Leah
What do Isaac, Joseph, and Leah have in common? They are Old Testament types of Christ. We don’t usually consider Leah to be part of this list, but if you think about it, her life represented Christ’s earthly journey in three ways: she was unattractive, rejected, and yet chosen.
First, Leah was unattractive. Jacob’s trek to Padan-Aram with a dual purpose, to both flee his angry brother’s threats of murder and to marry a wife who was not a Canaanite, led him to his extended family. When he arrived, he found that his Uncle Laban had two daughters: Rachel the beautiful younger daughter, and Leah the not-so-beautiful older daughter.
After Jacob’s seven years of labor for Rachel’s hand in marriage, Laban deceitfully replaced her in Jacob’s marriage bed with Leah, giving the excuse that the older must marry first. Based on the promise of seven more years of labor to pay for her, Rachel was also given to Jacob as wife.
In Isaiah 53:2, the Messiah, is described in terms of lacking attractiveness: “For he shall grow up before him as a tender plant and as a root out of a dry ground. He has no form nor comeliness and, when we shall see him, there is no beauty that we should desire him.” Like Jesus, Leah had no physically appealing aspects on which to claim any personal or cultural advantage.
Second, Leah was rejected. Genesis 29:30-31 tells us that Jacob loved Rachel more than Leah.
While the Bible is generally written without moral comment, throughout the Bible bigamy and polygamy never turn out well. God stated at the beginning “Therefore shall a man leave his father and his mother, and shall cleave unto his wife: and they shall be one flesh” (Gen. 1:24). God’s plan has always been one man and one woman in the marriage relationship. And from the beginning, humans have tested God in this, only to run afoul of God’s perfect will in the matter. Someone always gets hurt when mankind sins. In this case, Leah was the one who was hurt, first by her father’s fraudulent exchange and then by Jacob’s negligence and rejection.
Isaiah 53:3 prophetically tells us that “[Messiah] was despised and rejected of men, a man of sorrows and acquainted with grief, and we hid, as it were, our faces from Him. He was despised and we esteemed Him not.” Jesus, Himself, told His disciples “The Son of man must suffer many things, and be rejected of the elders and chief priests and scribes, and be slain, and be raised the third day” (Luke 9:22).
When God saw that Leah was, in fact, “hated”, He opened her womb so that she was able to bear children when Rachel remained barren (Gen. 29:31). Later in her life, Leah thought she would be loved because she had birthed more children than Rachel (Gen. 29:31-35 and 30:20). But Jacob continued to love her younger, more beautiful sister more than Leah.
Third, it was through Leah’s son, not either of Rachel’s sons, that the Messiah was to come. Jesus is a direct descendant of Leah’s son, Judah (Matt. 1:1-17). She, the unattractive and unloved bride, was chosen to bear forward the lineage of Jesus.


**What you will do:**
The response should be an exact transcription of the data below, free of images.

**Dataset content:**
[Start of Attachment]
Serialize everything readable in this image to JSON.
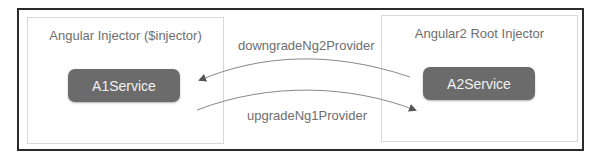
{
  "left_injector": {
    "title": "Angular Injector ($injector)",
    "service": "A1Service"
  },
  "right_injector": {
    "title": "Angular2 Root Injector",
    "service": "A2Service"
  },
  "arrows": {
    "downgrade_label": "downgradeNg2Provider",
    "upgrade_label": "upgradeNg1Provider"
  },
  "colors": {
    "service_fill": "#6b6b6b",
    "service_text": "#f2f2f2",
    "frame_border": "#2b2b2b",
    "box_border": "#d8d8d8",
    "label_text": "#6e6e6e"
  }
}
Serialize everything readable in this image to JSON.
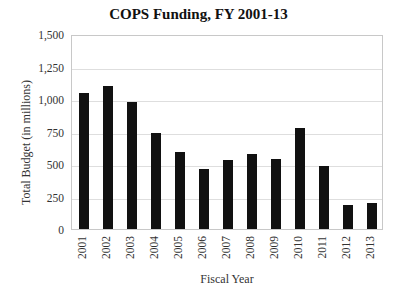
{
  "chart_data": {
    "type": "bar",
    "title": "COPS Funding, FY 2001-13",
    "xlabel": "Fiscal Year",
    "ylabel": "Total Budget (in millions)",
    "ylim": [
      0,
      1500
    ],
    "yticks": [
      "0",
      "250",
      "500",
      "750",
      "1,000",
      "1,250",
      "1,500"
    ],
    "grid": true,
    "legend": null,
    "categories": [
      "2001",
      "2002",
      "2003",
      "2004",
      "2005",
      "2006",
      "2007",
      "2008",
      "2009",
      "2010",
      "2011",
      "2012",
      "2013"
    ],
    "values": [
      1046,
      1100,
      977,
      738,
      592,
      462,
      531,
      577,
      538,
      777,
      485,
      185,
      200
    ],
    "bar_color": "#111111"
  }
}
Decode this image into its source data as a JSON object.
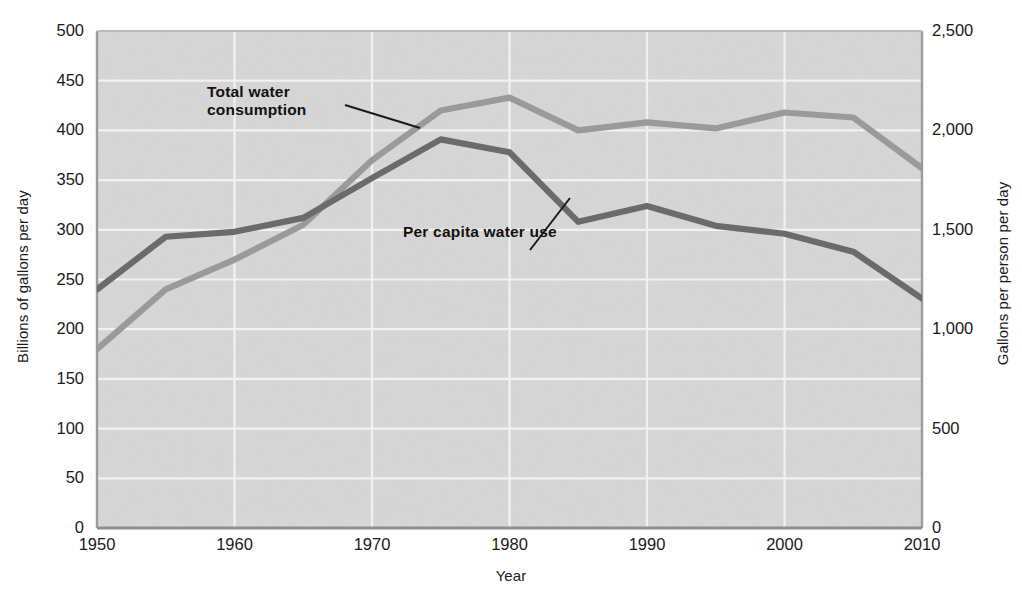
{
  "chart_data": {
    "type": "line",
    "title": "",
    "subtitle": "",
    "xlabel": "Year",
    "ylabel": "Billions of gallons per day",
    "ylabel_right": "Gallons per person per day",
    "x": [
      1950,
      1955,
      1960,
      1965,
      1970,
      1975,
      1980,
      1985,
      1990,
      1995,
      2000,
      2005,
      2010
    ],
    "xlim": [
      1950,
      2010
    ],
    "ylim": [
      0,
      500
    ],
    "ylim_right": [
      0,
      2500
    ],
    "xticks": [
      "1950",
      "1960",
      "1970",
      "1980",
      "1990",
      "2000",
      "2010"
    ],
    "xtick_values": [
      1950,
      1960,
      1970,
      1980,
      1990,
      2000,
      2010
    ],
    "yticks_left": [
      "0",
      "50",
      "100",
      "150",
      "200",
      "250",
      "300",
      "350",
      "400",
      "450",
      "500"
    ],
    "ytick_values_left": [
      0,
      50,
      100,
      150,
      200,
      250,
      300,
      350,
      400,
      450,
      500
    ],
    "yticks_right": [
      "0",
      "500",
      "1,000",
      "1,500",
      "2,000",
      "2,500"
    ],
    "ytick_values_right": [
      0,
      500,
      1000,
      1500,
      2000,
      2500
    ],
    "grid": true,
    "grid_color": "#f0f0f0",
    "plot_background": "#d6d6d6",
    "legend_position": "inline-annotations",
    "series": [
      {
        "name": "Total water consumption",
        "axis": "left",
        "color": "#9a9a9a",
        "unit": "billions of gallons per day",
        "values": [
          180,
          240,
          270,
          305,
          370,
          420,
          433,
          400,
          408,
          402,
          418,
          413,
          362
        ]
      },
      {
        "name": "Per capita water use",
        "axis": "right",
        "color": "#6b6b6b",
        "unit": "gallons per person per day",
        "values": [
          1200,
          1465,
          1490,
          1560,
          1760,
          1955,
          1890,
          1540,
          1620,
          1520,
          1480,
          1390,
          1155
        ]
      }
    ],
    "annotations": [
      {
        "text_line1": "Total water",
        "text_line2": "consumption",
        "target_series": "Total water consumption"
      },
      {
        "text_line1": "Per capita water use",
        "text_line2": "",
        "target_series": "Per capita water use"
      }
    ]
  }
}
[End of Attachment]
**Task output:**
Serialize everything readable in this image to JSON.
{
  "left_injector": {
    "title": "Angular Injector ($injector)",
    "service": "A1Service"
  },
  "right_injector": {
    "title": "Angular2 Root Injector",
    "service": "A2Service"
  },
  "arrows": {
    "downgrade_label": "downgradeNg2Provider",
    "upgrade_label": "upgradeNg1Provider"
  },
  "colors": {
    "service_fill": "#6b6b6b",
    "service_text": "#f2f2f2",
    "frame_border": "#2b2b2b",
    "box_border": "#d8d8d8",
    "label_text": "#6e6e6e"
  }
}
Serialize everything readable in this image to JSON.
{
  "chart_data": {
    "type": "bar",
    "title": "COPS Funding, FY 2001-13",
    "xlabel": "Fiscal Year",
    "ylabel": "Total Budget (in millions)",
    "ylim": [
      0,
      1500
    ],
    "yticks": [
      "0",
      "250",
      "500",
      "750",
      "1,000",
      "1,250",
      "1,500"
    ],
    "grid": true,
    "legend": null,
    "categories": [
      "2001",
      "2002",
      "2003",
      "2004",
      "2005",
      "2006",
      "2007",
      "2008",
      "2009",
      "2010",
      "2011",
      "2012",
      "2013"
    ],
    "values": [
      1046,
      1100,
      977,
      738,
      592,
      462,
      531,
      577,
      538,
      777,
      485,
      185,
      200
    ],
    "bar_color": "#111111"
  }
}
Decode this image into its source data as a JSON object.
{
  "chart_data": {
    "type": "line",
    "title": "",
    "subtitle": "",
    "xlabel": "Year",
    "ylabel": "Billions of gallons per day",
    "ylabel_right": "Gallons per person per day",
    "x": [
      1950,
      1955,
      1960,
      1965,
      1970,
      1975,
      1980,
      1985,
      1990,
      1995,
      2000,
      2005,
      2010
    ],
    "xlim": [
      1950,
      2010
    ],
    "ylim": [
      0,
      500
    ],
    "ylim_right": [
      0,
      2500
    ],
    "xticks": [
      "1950",
      "1960",
      "1970",
      "1980",
      "1990",
      "2000",
      "2010"
    ],
    "xtick_values": [
      1950,
      1960,
      1970,
      1980,
      1990,
      2000,
      2010
    ],
    "yticks_left": [
      "0",
      "50",
      "100",
      "150",
      "200",
      "250",
      "300",
      "350",
      "400",
      "450",
      "500"
    ],
    "ytick_values_left": [
      0,
      50,
      100,
      150,
      200,
      250,
      300,
      350,
      400,
      450,
      500
    ],
    "yticks_right": [
      "0",
      "500",
      "1,000",
      "1,500",
      "2,000",
      "2,500"
    ],
    "ytick_values_right": [
      0,
      500,
      1000,
      1500,
      2000,
      2500
    ],
    "grid": true,
    "grid_color": "#f0f0f0",
    "plot_background": "#d6d6d6",
    "legend_position": "inline-annotations",
    "series": [
      {
        "name": "Total water consumption",
        "axis": "left",
        "color": "#9a9a9a",
        "unit": "billions of gallons per day",
        "values": [
          180,
          240,
          270,
          305,
          370,
          420,
          433,
          400,
          408,
          402,
          418,
          413,
          362
        ]
      },
      {
        "name": "Per capita water use",
        "axis": "right",
        "color": "#6b6b6b",
        "unit": "gallons per person per day",
        "values": [
          1200,
          1465,
          1490,
          1560,
          1760,
          1955,
          1890,
          1540,
          1620,
          1520,
          1480,
          1390,
          1155
        ]
      }
    ],
    "annotations": [
      {
        "text_line1": "Total water",
        "text_line2": "consumption",
        "target_series": "Total water consumption"
      },
      {
        "text_line1": "Per capita water use",
        "text_line2": "",
        "target_series": "Per capita water use"
      }
    ]
  }
}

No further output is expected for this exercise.